Here’s an Albany news flash: Novak’s, the Hungarian restaurant that’s become famous up and down the state over the last three decades, hopes to remodel a historic storefront downtown and move there in time to reopen in the new place next June. This was announced Friday when the city of Albany made public the agenda for the Wednesday meeting of the Central Albany Revitalization Area (CARA) advisory board.
The restaurant hopes to buy the historic Broder’s meat market, later a dairy store and most recently a T-shirt shop, now closed, at 208 West Second Ave.
The family-owned restaurant started in 1984 on Santiam Highway and later moved to a building in the Heritage Plaza shopping center south of Southeast 14th Avenue. Restoring the downtown building would cost an estimated $627,000, and the restaurant is asking the downtown urban renewal agency for a loan of $126,000.
The application says the restaurant has been struggling with higher costs of doing business, including building repairs, and therefore wants “to return to our roots and open a smaller, more intimate restaurant. … We are striving for authenticity both in our menu and in our building, and as our funding is limited we truly need CARA assistance to complete the project.”
The CARA advisory board meets at 5:15 p.m. Wednesday, Nov. 20, in the council chambers at City Hall. (hh)
This item has been updated with a photo of the prospective restaurant location on Second Avenue and the fact that it’s the location of a former T-shirt shop. (hh)
If CARA approves this request we’ll have yet another example of using public money to serve narrow private interests without providing a broader public benefit.
Where are the customers to park? CARA removed (8) spaces on Broadalbin Street for “Sidewalk Sharon.” The lot at present location is sometimes full. And why move when another retailer is going to fill the former GI Joe’s location?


● **TASK BRIEF**:
The pictures in the data below are to be omitted; all else must be duplicated exactly.

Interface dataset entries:

========================

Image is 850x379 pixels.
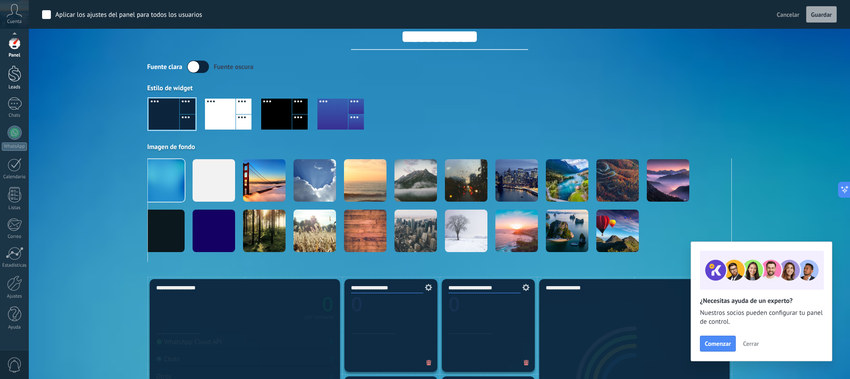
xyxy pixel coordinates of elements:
[700,309,823,327] span: Nuestros socios pueden configurar tu panel de control.
[2,174,27,180] div: Calendario
[2,205,27,211] div: Listas
[700,336,735,352] button: Comenzar
[700,297,823,305] h2: ¿Necesitas ayuda de un experto?
[2,294,27,300] div: Ajustes
[777,11,799,19] span: Cancelar
[811,12,832,18] span: Guardar
[773,8,803,21] button: Cancelar
[704,341,731,347] span: Comenzar
[743,341,758,347] span: Cerrar
[2,53,27,58] div: Panel
[147,143,731,151] div: Imagen de fondo
[214,63,254,71] div: Fuente oscura
[2,142,27,151] div: WhatsApp
[147,84,731,92] div: Estilo de widget
[739,337,762,350] button: Cerrar
[806,6,836,23] button: Guardar
[2,325,27,331] div: Ayuda
[55,11,202,19] div: Aplicar los ajustes del panel para todos los usuarios
[7,19,22,25] span: Cuenta
[147,63,182,71] div: Fuente clara
[2,263,27,269] div: Estadísticas
[2,85,27,90] div: Leads
[2,234,27,240] div: Correo
[2,113,27,119] div: Chats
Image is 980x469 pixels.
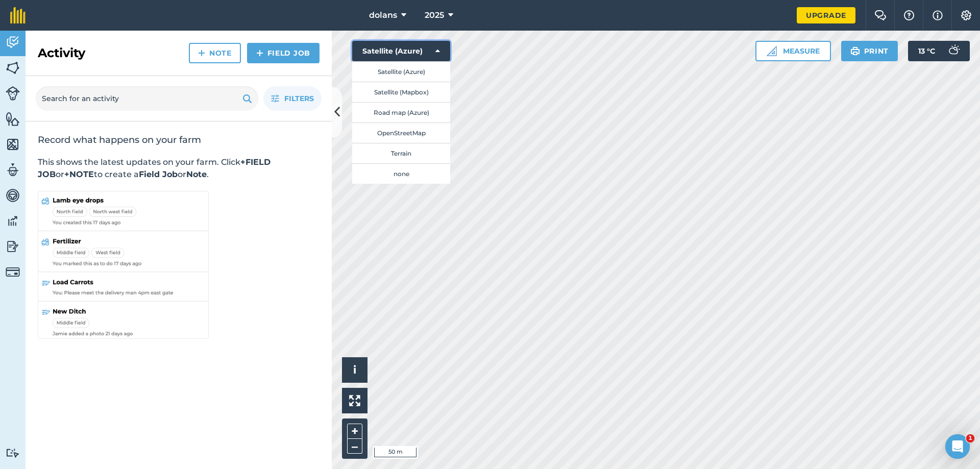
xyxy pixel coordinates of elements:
img: svg+xml;base64,PD94bWwgdmVyc2lvbj0iMS4wIiBlbmNvZGluZz0idXRmLTgiPz4KPCEtLSBHZW5lcmF0b3I6IEFkb2JlIE... [6,448,20,458]
img: svg+xml;base64,PHN2ZyB4bWxucz0iaHR0cDovL3d3dy53My5vcmcvMjAwMC9zdmciIHdpZHRoPSI1NiIgaGVpZ2h0PSI2MC... [6,60,20,75]
img: A cog icon [961,10,972,20]
button: none [352,163,450,184]
button: Satellite (Azure) [352,61,450,82]
h2: Record what happens on your farm [38,134,320,146]
strong: Field Job [139,170,177,179]
a: Upgrade [797,7,856,23]
button: Satellite (Mapbox) [352,82,450,102]
a: Field Job [247,43,320,63]
img: svg+xml;base64,PHN2ZyB4bWxucz0iaHR0cDovL3d3dy53My5vcmcvMjAwMC9zdmciIHdpZHRoPSI1NiIgaGVpZ2h0PSI2MC... [6,111,20,127]
h2: Activity [38,45,85,61]
img: svg+xml;base64,PD94bWwgdmVyc2lvbj0iMS4wIiBlbmNvZGluZz0idXRmLTgiPz4KPCEtLSBHZW5lcmF0b3I6IEFkb2JlIE... [6,86,20,101]
iframe: Intercom live chat [946,435,970,459]
span: 1 [966,435,975,442]
img: svg+xml;base64,PD94bWwgdmVyc2lvbj0iMS4wIiBlbmNvZGluZz0idXRmLTgiPz4KPCEtLSBHZW5lcmF0b3I6IEFkb2JlIE... [6,213,20,229]
img: svg+xml;base64,PD94bWwgdmVyc2lvbj0iMS4wIiBlbmNvZGluZz0idXRmLTgiPz4KPCEtLSBHZW5lcmF0b3I6IEFkb2JlIE... [944,41,964,61]
button: i [342,357,368,383]
strong: +NOTE [64,170,94,179]
img: svg+xml;base64,PD94bWwgdmVyc2lvbj0iMS4wIiBlbmNvZGluZz0idXRmLTgiPz4KPCEtLSBHZW5lcmF0b3I6IEFkb2JlIE... [6,188,20,203]
span: i [354,363,356,376]
span: dolans [369,9,397,21]
img: A question mark icon [903,10,916,20]
img: svg+xml;base64,PHN2ZyB4bWxucz0iaHR0cDovL3d3dy53My5vcmcvMjAwMC9zdmciIHdpZHRoPSIxNCIgaGVpZ2h0PSIyNC... [256,47,263,59]
button: Road map (Azure) [352,102,450,123]
button: 13 °C [909,41,970,61]
img: svg+xml;base64,PD94bWwgdmVyc2lvbj0iMS4wIiBlbmNvZGluZz0idXRmLTgiPz4KPCEtLSBHZW5lcmF0b3I6IEFkb2JlIE... [6,34,20,50]
a: Note [189,43,241,63]
img: svg+xml;base64,PD94bWwgdmVyc2lvbj0iMS4wIiBlbmNvZGluZz0idXRmLTgiPz4KPCEtLSBHZW5lcmF0b3I6IEFkb2JlIE... [6,265,20,279]
button: Terrain [352,143,450,163]
img: fieldmargin Logo [10,7,25,23]
span: 13 ° C [918,41,935,61]
p: This shows the latest updates on your farm. Click or to create a or . [38,156,320,181]
img: svg+xml;base64,PHN2ZyB4bWxucz0iaHR0cDovL3d3dy53My5vcmcvMjAwMC9zdmciIHdpZHRoPSIxOSIgaGVpZ2h0PSIyNC... [851,45,860,57]
button: Print [842,41,899,61]
img: svg+xml;base64,PHN2ZyB4bWxucz0iaHR0cDovL3d3dy53My5vcmcvMjAwMC9zdmciIHdpZHRoPSI1NiIgaGVpZ2h0PSI2MC... [6,137,20,152]
button: Satellite (Azure) [352,41,450,61]
input: Search for an activity [36,86,258,110]
img: svg+xml;base64,PHN2ZyB4bWxucz0iaHR0cDovL3d3dy53My5vcmcvMjAwMC9zdmciIHdpZHRoPSIxNCIgaGVpZ2h0PSIyNC... [198,47,205,59]
span: Filters [285,93,314,104]
button: – [347,439,363,453]
img: svg+xml;base64,PHN2ZyB4bWxucz0iaHR0cDovL3d3dy53My5vcmcvMjAwMC9zdmciIHdpZHRoPSIxNyIgaGVpZ2h0PSIxNy... [933,9,943,21]
button: Filters [263,86,322,110]
strong: Note [187,170,207,179]
img: svg+xml;base64,PD94bWwgdmVyc2lvbj0iMS4wIiBlbmNvZGluZz0idXRmLTgiPz4KPCEtLSBHZW5lcmF0b3I6IEFkb2JlIE... [6,239,20,254]
img: svg+xml;base64,PD94bWwgdmVyc2lvbj0iMS4wIiBlbmNvZGluZz0idXRmLTgiPz4KPCEtLSBHZW5lcmF0b3I6IEFkb2JlIE... [6,162,20,177]
img: svg+xml;base64,PHN2ZyB4bWxucz0iaHR0cDovL3d3dy53My5vcmcvMjAwMC9zdmciIHdpZHRoPSIxOSIgaGVpZ2h0PSIyNC... [242,92,252,105]
img: Four arrows, one pointing top left, one top right, one bottom right and the last bottom left [349,395,361,406]
button: OpenStreetMap [352,123,450,143]
img: Two speech bubbles overlapping with the left bubble in the forefront [875,10,887,20]
button: Measure [756,41,831,61]
span: 2025 [425,9,444,21]
button: + [347,424,363,439]
img: Ruler icon [767,46,777,56]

========================

● **TASK RESULT**:
Image is 850x379 pixels.
xyxy pixel coordinates of elements:
[700,309,823,327] span: Nuestros socios pueden configurar tu panel de control.
[2,174,27,180] div: Calendario
[2,205,27,211] div: Listas
[700,336,735,352] button: Comenzar
[700,297,823,305] h2: ¿Necesitas ayuda de un experto?
[2,294,27,300] div: Ajustes
[777,11,799,19] span: Cancelar
[811,12,832,18] span: Guardar
[773,8,803,21] button: Cancelar
[704,341,731,347] span: Comenzar
[743,341,758,347] span: Cerrar
[2,53,27,58] div: Panel
[147,143,731,151] div: Imagen de fondo
[214,63,254,71] div: Fuente oscura
[2,142,27,151] div: WhatsApp
[147,84,731,92] div: Estilo de widget
[739,337,762,350] button: Cerrar
[806,6,836,23] button: Guardar
[2,325,27,331] div: Ayuda
[55,11,202,19] div: Aplicar los ajustes del panel para todos los usuarios
[7,19,22,25] span: Cuenta
[147,63,182,71] div: Fuente clara
[2,263,27,269] div: Estadísticas
[2,85,27,90] div: Leads
[2,234,27,240] div: Correo
[2,113,27,119] div: Chats
Image is 980x469 pixels.
xyxy pixel coordinates of elements:
img: svg+xml;base64,PD94bWwgdmVyc2lvbj0iMS4wIiBlbmNvZGluZz0idXRmLTgiPz4KPCEtLSBHZW5lcmF0b3I6IEFkb2JlIE... [6,448,20,458]
img: svg+xml;base64,PHN2ZyB4bWxucz0iaHR0cDovL3d3dy53My5vcmcvMjAwMC9zdmciIHdpZHRoPSI1NiIgaGVpZ2h0PSI2MC... [6,60,20,75]
img: A cog icon [961,10,972,20]
button: none [352,163,450,184]
button: Satellite (Azure) [352,61,450,82]
h2: Record what happens on your farm [38,134,320,146]
strong: Field Job [139,170,177,179]
a: Upgrade [797,7,856,23]
button: Satellite (Mapbox) [352,82,450,102]
a: Field Job [247,43,320,63]
img: svg+xml;base64,PHN2ZyB4bWxucz0iaHR0cDovL3d3dy53My5vcmcvMjAwMC9zdmciIHdpZHRoPSI1NiIgaGVpZ2h0PSI2MC... [6,111,20,127]
h2: Activity [38,45,85,61]
img: svg+xml;base64,PD94bWwgdmVyc2lvbj0iMS4wIiBlbmNvZGluZz0idXRmLTgiPz4KPCEtLSBHZW5lcmF0b3I6IEFkb2JlIE... [6,86,20,101]
iframe: Intercom live chat [946,435,970,459]
span: 1 [966,435,975,442]
img: svg+xml;base64,PD94bWwgdmVyc2lvbj0iMS4wIiBlbmNvZGluZz0idXRmLTgiPz4KPCEtLSBHZW5lcmF0b3I6IEFkb2JlIE... [6,213,20,229]
img: svg+xml;base64,PD94bWwgdmVyc2lvbj0iMS4wIiBlbmNvZGluZz0idXRmLTgiPz4KPCEtLSBHZW5lcmF0b3I6IEFkb2JlIE... [944,41,964,61]
button: i [342,357,368,383]
strong: +NOTE [64,170,94,179]
img: svg+xml;base64,PD94bWwgdmVyc2lvbj0iMS4wIiBlbmNvZGluZz0idXRmLTgiPz4KPCEtLSBHZW5lcmF0b3I6IEFkb2JlIE... [6,188,20,203]
span: i [354,363,356,376]
span: dolans [369,9,397,21]
img: A question mark icon [903,10,916,20]
img: svg+xml;base64,PHN2ZyB4bWxucz0iaHR0cDovL3d3dy53My5vcmcvMjAwMC9zdmciIHdpZHRoPSIxNCIgaGVpZ2h0PSIyNC... [256,47,263,59]
button: Road map (Azure) [352,102,450,123]
button: 13 °C [909,41,970,61]
img: svg+xml;base64,PD94bWwgdmVyc2lvbj0iMS4wIiBlbmNvZGluZz0idXRmLTgiPz4KPCEtLSBHZW5lcmF0b3I6IEFkb2JlIE... [6,34,20,50]
a: Note [189,43,241,63]
img: svg+xml;base64,PD94bWwgdmVyc2lvbj0iMS4wIiBlbmNvZGluZz0idXRmLTgiPz4KPCEtLSBHZW5lcmF0b3I6IEFkb2JlIE... [6,265,20,279]
button: Terrain [352,143,450,163]
img: fieldmargin Logo [10,7,25,23]
span: 13 ° C [918,41,935,61]
p: This shows the latest updates on your farm. Click or to create a or . [38,156,320,181]
img: svg+xml;base64,PHN2ZyB4bWxucz0iaHR0cDovL3d3dy53My5vcmcvMjAwMC9zdmciIHdpZHRoPSIxOSIgaGVpZ2h0PSIyNC... [851,45,860,57]
button: Print [842,41,899,61]
img: svg+xml;base64,PHN2ZyB4bWxucz0iaHR0cDovL3d3dy53My5vcmcvMjAwMC9zdmciIHdpZHRoPSI1NiIgaGVpZ2h0PSI2MC... [6,137,20,152]
button: Satellite (Azure) [352,41,450,61]
input: Search for an activity [36,86,258,110]
img: svg+xml;base64,PHN2ZyB4bWxucz0iaHR0cDovL3d3dy53My5vcmcvMjAwMC9zdmciIHdpZHRoPSIxNCIgaGVpZ2h0PSIyNC... [198,47,205,59]
span: Filters [285,93,314,104]
button: – [347,439,363,453]
img: svg+xml;base64,PHN2ZyB4bWxucz0iaHR0cDovL3d3dy53My5vcmcvMjAwMC9zdmciIHdpZHRoPSIxNyIgaGVpZ2h0PSIxNy... [933,9,943,21]
button: Filters [263,86,322,110]
strong: Note [187,170,207,179]
img: svg+xml;base64,PD94bWwgdmVyc2lvbj0iMS4wIiBlbmNvZGluZz0idXRmLTgiPz4KPCEtLSBHZW5lcmF0b3I6IEFkb2JlIE... [6,239,20,254]
img: svg+xml;base64,PD94bWwgdmVyc2lvbj0iMS4wIiBlbmNvZGluZz0idXRmLTgiPz4KPCEtLSBHZW5lcmF0b3I6IEFkb2JlIE... [6,162,20,177]
img: svg+xml;base64,PHN2ZyB4bWxucz0iaHR0cDovL3d3dy53My5vcmcvMjAwMC9zdmciIHdpZHRoPSIxOSIgaGVpZ2h0PSIyNC... [242,92,252,105]
img: Four arrows, one pointing top left, one top right, one bottom right and the last bottom left [349,395,361,406]
button: OpenStreetMap [352,123,450,143]
img: Two speech bubbles overlapping with the left bubble in the forefront [875,10,887,20]
button: Measure [756,41,831,61]
span: 2025 [425,9,444,21]
button: + [347,424,363,439]
img: Ruler icon [767,46,777,56]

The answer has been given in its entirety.